So tonight I am in the bad books.

Wednesdays are never a good day. A difficult confluence of clubs and activities means I spend the three hours between 4 and 7 more or less in the car and the kids eat sandwiches whilst I drive from one place to another. Tonight was so tight (it being football training week rather than Cubs week) that I ended up eating chips in the car whilst waiting for Youngest to finish said footie training.

Middlest spends a fair amount of time at home alone and no one gets any help with their homework or bag packing or other such stuff that I can usually be prevailed upon to assist with. For I am a soft touch. But not on a Wednesday. Because Wednesday is also the evening I try to get out to sing. Not tonight though. A late plane saw to that. Another story.

So suffice to say not much ‘mummy time’ is on offer on Wednesdays. And it shows.

Middlest was fine all evening eating his solitary sandwiches and tackling maths revision alone. We did have time to remark that the cress we had sewn yesterday in response to his Science teacher’s homework request to ‘germinate’ something had indeed germinated. (Their current topic is reproduction and, as Middlest stated, there won’t be many practicals so I guess she is trying to bring it more to life, literally and figuratively). She is the teacher famous for the homework ‘please produce a 3D model of a cell’ (in our case cillia, some girl got sperm). She has form. Luckily I am a mum who has time to pop out to get seeds that will germinate easily in less than a week. Not all will be so lucky. The runner bean is still in the airing cupboard…ungerminated.

But after his shower (which was somewhat marred by his brother having used his towel ‘by mistake’ and more over having not thoroughly washed the Rugby Sevens training mud off his body first) his mood had shifted.

I mislaid him. I didn’t notice at first as I was washing up all the sandwich boxes and snack pots and water bottles and sorting dirty Rugby Sevens kit and persuading Youngest out of her shin pads which involved me tugging heartily at socks which seemed by a combination of sweat and rain to have melded to her skin.

But he was absent. I went up the stairs and sure enough he was buried under his duvet at an unusually early hour. Something was amiss.

After some coaxing it transpired that I am the worlds worst mum because I do not allow him Instagram.

Now I recently signed up to Instagram mainly to see what all the fuss was about. And to be honest I still don’t see what all the fuss is about. But apparently Instagram has made it onto Maslow’s hierarchy of needs just, and I mean just, above food and drink for any right minded eleven year old.

He also mumbled something about X Box games that ‘everyone’ except him plays and talks about ALL day leaving him out. This from the child who pestered and pestered and pestered for months for an X Box so he could play Overwatch with all his friends. I relented at Christmas and now he has the blasted game no one plays it anymore. Except his brother who seems quite happy with it.

Unfortunately for my children I am the sort of mother who looks at age ratings and follows guidelines. More or less. People with much more knowledge and, let’s face it, time than me are paid to rate these things, I feel it churlish to ignore them.  I had bought him Overwatch at Christmas which is rated 12 here in the U.K. And he is 11 but I did plenty of research first and decided that was ok.

So anyway after comforting the child as much as possible whilst still saying ‘no’ (so not really all that much) and saying ‘goodnight’ to which I got a ‘Harrumph’ in return I decided to re look at Instagram. I was aware that some of Eldest’s friends were on it aged around 10 so thought I may have mis remembered the age rating.

Sure enough Instagram’s own Terms and Conditions state that their site is not for anyone under 13. So therefore I assume that in order for these children to be using it they have lied about their ages. With or without parental consent. Either is worrying.

I remember dimly an e safety talk I went to when a lovely policeman explained about the dangers of lying about one’s age on social media. That the ‘computer’ will think you are 16 or 18 when you are not. How their duty to protect you changes when you achieve such ages. How adverts are tailored based on ages. In short lying about your age is not just immoral but also dangerous.

So it is still a ‘no’ from me.

And as for Titanfall which ‘everyone’ plays that is also a no. I went on you tube and watched some actual game play. The commentator was busy explaining that he didn’t think the gore level was too high as you only see blood with a short range weapon such as a shot gun (!) when his avatar broke someone’s neck. So no blood. But certainly not all that pleasant.

So I will continue to be ‘bad’ mum. He will rant and rail. And I will watch his cress grow. And then so will he.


**Problem description**
Set down every record below exactly as it stands, leaving out the pictures.

☆ ☆ ☆ ☆

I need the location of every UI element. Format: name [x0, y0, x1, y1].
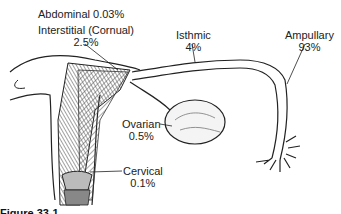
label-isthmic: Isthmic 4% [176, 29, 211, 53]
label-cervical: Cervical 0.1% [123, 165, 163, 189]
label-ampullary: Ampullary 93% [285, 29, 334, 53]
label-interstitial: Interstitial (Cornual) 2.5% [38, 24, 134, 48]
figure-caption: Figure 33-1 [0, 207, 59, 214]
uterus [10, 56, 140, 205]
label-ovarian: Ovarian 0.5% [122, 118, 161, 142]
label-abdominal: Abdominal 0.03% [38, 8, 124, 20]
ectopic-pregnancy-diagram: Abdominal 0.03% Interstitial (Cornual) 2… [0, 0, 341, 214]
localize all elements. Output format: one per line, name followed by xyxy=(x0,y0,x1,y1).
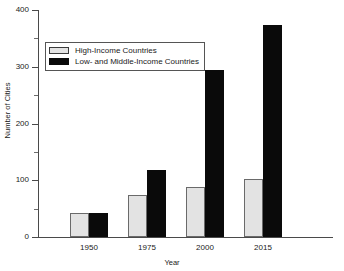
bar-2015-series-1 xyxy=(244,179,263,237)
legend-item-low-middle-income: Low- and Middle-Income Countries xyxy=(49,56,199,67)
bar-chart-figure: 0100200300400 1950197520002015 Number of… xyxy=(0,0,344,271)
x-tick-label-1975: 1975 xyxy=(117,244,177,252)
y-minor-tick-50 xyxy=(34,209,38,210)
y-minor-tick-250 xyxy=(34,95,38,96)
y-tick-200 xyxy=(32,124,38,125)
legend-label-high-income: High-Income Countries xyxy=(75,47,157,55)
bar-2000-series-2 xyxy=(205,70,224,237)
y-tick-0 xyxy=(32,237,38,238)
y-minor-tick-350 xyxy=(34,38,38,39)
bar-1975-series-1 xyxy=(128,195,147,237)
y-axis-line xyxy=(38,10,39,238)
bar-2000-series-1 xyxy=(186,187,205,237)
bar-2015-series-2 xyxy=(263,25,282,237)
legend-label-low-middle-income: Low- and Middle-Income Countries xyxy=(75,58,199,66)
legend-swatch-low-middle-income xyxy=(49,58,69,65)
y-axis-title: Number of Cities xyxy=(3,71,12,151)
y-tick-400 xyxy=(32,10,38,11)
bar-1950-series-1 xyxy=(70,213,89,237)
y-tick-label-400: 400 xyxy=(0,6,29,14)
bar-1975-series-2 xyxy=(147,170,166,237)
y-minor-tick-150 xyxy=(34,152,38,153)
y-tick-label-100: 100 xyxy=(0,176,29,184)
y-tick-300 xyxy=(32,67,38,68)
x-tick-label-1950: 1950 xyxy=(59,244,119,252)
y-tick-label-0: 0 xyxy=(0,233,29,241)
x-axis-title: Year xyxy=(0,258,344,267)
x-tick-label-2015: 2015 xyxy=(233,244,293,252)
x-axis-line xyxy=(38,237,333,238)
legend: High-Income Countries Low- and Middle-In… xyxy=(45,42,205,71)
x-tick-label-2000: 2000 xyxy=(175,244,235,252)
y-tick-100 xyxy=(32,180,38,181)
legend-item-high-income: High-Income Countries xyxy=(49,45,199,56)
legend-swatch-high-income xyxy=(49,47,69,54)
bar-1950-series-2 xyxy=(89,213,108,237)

☆ ☆ ☆ ☆

**Response box**
I need the location of every UI element. Format: name [x0, y0, x1, y1].
label-isthmic: Isthmic 4% [176, 29, 211, 53]
label-cervical: Cervical 0.1% [123, 165, 163, 189]
label-ampullary: Ampullary 93% [285, 29, 334, 53]
label-interstitial: Interstitial (Cornual) 2.5% [38, 24, 134, 48]
figure-caption: Figure 33-1 [0, 207, 59, 214]
uterus [10, 56, 140, 205]
label-ovarian: Ovarian 0.5% [122, 118, 161, 142]
label-abdominal: Abdominal 0.03% [38, 8, 124, 20]
ectopic-pregnancy-diagram: Abdominal 0.03% Interstitial (Cornual) 2… [0, 0, 341, 214]
localize all elements. Output format: one per line, name followed by xyxy=(x0,y0,x1,y1).
bar-2015-series-1 xyxy=(244,179,263,237)
legend-item-low-middle-income: Low- and Middle-Income Countries xyxy=(49,56,199,67)
bar-chart-figure: 0100200300400 1950197520002015 Number of… xyxy=(0,0,344,271)
x-tick-label-1975: 1975 xyxy=(117,244,177,252)
y-minor-tick-50 xyxy=(34,209,38,210)
y-minor-tick-250 xyxy=(34,95,38,96)
y-tick-200 xyxy=(32,124,38,125)
legend-label-high-income: High-Income Countries xyxy=(75,47,157,55)
bar-2000-series-2 xyxy=(205,70,224,237)
y-tick-0 xyxy=(32,237,38,238)
y-minor-tick-350 xyxy=(34,38,38,39)
bar-1975-series-1 xyxy=(128,195,147,237)
y-axis-line xyxy=(38,10,39,238)
bar-2000-series-1 xyxy=(186,187,205,237)
bar-2015-series-2 xyxy=(263,25,282,237)
legend-label-low-middle-income: Low- and Middle-Income Countries xyxy=(75,58,199,66)
legend-swatch-low-middle-income xyxy=(49,58,69,65)
y-axis-title: Number of Cities xyxy=(3,71,12,151)
y-tick-400 xyxy=(32,10,38,11)
bar-1950-series-1 xyxy=(70,213,89,237)
y-tick-label-400: 400 xyxy=(0,6,29,14)
bar-1975-series-2 xyxy=(147,170,166,237)
y-minor-tick-150 xyxy=(34,152,38,153)
y-tick-label-100: 100 xyxy=(0,176,29,184)
y-tick-300 xyxy=(32,67,38,68)
x-tick-label-1950: 1950 xyxy=(59,244,119,252)
y-tick-label-0: 0 xyxy=(0,233,29,241)
x-axis-title: Year xyxy=(0,258,344,267)
x-tick-label-2015: 2015 xyxy=(233,244,293,252)
x-axis-line xyxy=(38,237,333,238)
legend: High-Income Countries Low- and Middle-In… xyxy=(45,42,205,71)
x-tick-label-2000: 2000 xyxy=(175,244,235,252)
y-tick-100 xyxy=(32,180,38,181)
legend-item-high-income: High-Income Countries xyxy=(49,45,199,56)
legend-swatch-high-income xyxy=(49,47,69,54)
bar-1950-series-2 xyxy=(89,213,108,237)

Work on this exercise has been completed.